On April 7, 2026, Anthropic’s Mythos announcement indicates AI is rapidly driving down the cost of finding potential software vulnerabilities, but that doesn’t mean the economics of security are improving. In practice, organizations already struggle to justify paying even modest amounts for bug discovery, while attackers only need a single exploitable flaw to win. This creates a paradox: as AI makes vulnerability discovery cheaper and more abundant, the real bottleneck—and the real value—shifts to certainty.

There’s a growing narrative that AI has fundamentally changed the economics of vulnerability discovery.

Models like Mythos can now find thousands of potential vulnerabilities, generate exploits, and operate at speeds that would take human experts days or weeks. The conclusion many draw is simple: bug finding is now cheap.

But that conclusion doesn’t quite hold up when you look at how the market actually behaves.

Today, even relatively low-cost tools struggle. Convincing organizations to pay for capabilities like BinLens is sometimes non-trivial. The reason is straightforward: most companies don’t perceive enough direct ROI in “finding bugs,” especially when many of those bugs are low severity, hard to exploit, or never acted upon.

Open source makes this even clearer. Projects like OpenBSD don’t have buyers lined up to pay for vulnerability discovery. No one was spending $20,000 to find bugs there before. So the natural question is: why would they start now just because AI can do it?

At first glance, that suggests the economics haven’t really changed.

But that framing misses the shift.

AI does not fix the monetization problem of vulnerability discovery. If anything, it exposes it. We’re now able to generate large volumes of potential findings at low marginal cost, but there is still no corresponding increase in willingness to pay for those findings.

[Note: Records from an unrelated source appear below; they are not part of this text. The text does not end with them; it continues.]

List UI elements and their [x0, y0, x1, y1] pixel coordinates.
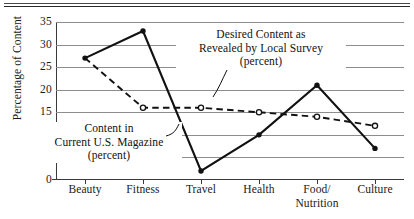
data-point-marker — [198, 105, 203, 110]
data-point-marker — [372, 123, 377, 128]
top-rule-outer — [4, 3, 410, 4]
y-tick-label: 20 — [26, 84, 52, 96]
y-tick-label: 25 — [26, 61, 52, 73]
data-point-marker — [314, 114, 319, 119]
data-point-marker — [140, 105, 145, 110]
y-tick-label: 35 — [26, 16, 52, 28]
y-tick-label: 15 — [26, 106, 52, 118]
data-point-marker — [314, 83, 319, 88]
y-axis-title-host: Percentage of Content — [0, 0, 20, 219]
annotation-desired-content: Desired Content asRevealed by Local Surv… — [176, 28, 346, 69]
y-tick-label: 30 — [26, 39, 52, 51]
data-point-marker — [256, 132, 261, 137]
data-point-marker — [198, 168, 203, 173]
data-point-marker — [256, 110, 261, 115]
data-point-marker — [372, 146, 377, 151]
x-tick-label: Culture — [330, 183, 414, 197]
chart-figure: Percentage of Content 05101520253035 Bea… — [0, 0, 414, 219]
top-rule-inner — [4, 6, 410, 7]
x-axis-tick-labels: BeautyFitnessTravelHealthFood/NutritionC… — [56, 183, 404, 219]
annotation-current-magazine: Content inCurrent U.S. Magazine(percent) — [36, 122, 182, 163]
data-point-marker — [140, 28, 145, 33]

What has changed is who benefits.

Attackers don’t need to justify ROI. They don’t need a clean signal. They don’t need thousands of real vulnerabilities. They need one. As the cost and skill barrier to discovery drops, the probability of finding a single exploitable issue increases—and that’s enough.

This creates a structural asymmetry. Defenders still operate under budget constraints and ROI calculations. Attackers operate under payoff asymmetry. AI widens that gap.

So the real impact of AI is not that organizations will suddenly start paying $20,000 to find bugs (a figure often cited in early examples).

It’s that they will be forced to respond to an environment where bugs are found anyway.

And this is where the narrative breaks down.

More findings do not translate into more security. In fact, the opposite is often true. Security teams are already overwhelmed. Adding thousands of AI-generated findings—many of which are unverified, non-exploitable, or duplicates—does not improve outcomes. It increases noise.

The Cybersecurity Bottleneck

The bottleneck is no longer discovery.

It is validation.

Which of these issues are real?
Which are actually exploitable?
Which matter in the context of the system?

These are the questions that determine risk. And they are exactly the questions that large-scale, probabilistic AI systems struggle to answer with certainty.

This is the economic shift.

Bug finding becomes cheap, abundant, and increasingly commoditized. But certainty—deterministic, reproducible, explainable proof that a vulnerability is real and exploitable—becomes the scarce resource.

And scarcity is what drives value.

In that world, the winning approach is not to find more bugs, but to eliminate uncertainty.

That is where the real value lies.

Because when anyone can generate thousands of potential vulnerabilities, the only thing worth paying for is knowing which ones are real. That is a fundamentally different problem than discovery.

Low-Hanging Fruit Cyber Cost Savings

There is also a more immediate and practical implication.

If the goal is cost reduction in cybersecurity, there’s a more immediate and obvious target than vulnerability discovery. A large portion of security budgets in enterprise environments is spent on GRC—compliance, documentation, control mapping, and reporting. This is exactly the kind of work LLMs are already very good at: text-heavy, repetitive, and rule-based. In practice, you can already see meaningful gains by using AI to streamline frameworks like CMMC or ISO controls without specialized tooling. By contrast, finding and validating real vulnerabilities remains a fundamentally harder problem. It requires ground truth, system-level reasoning, and proof of exploitability—areas where probabilistic AI still struggles. The result is a split: AI delivers fast ROI in compliance, while in vulnerability analysis, the bottleneck shifts to certainty — and that’s where the real security problem remains.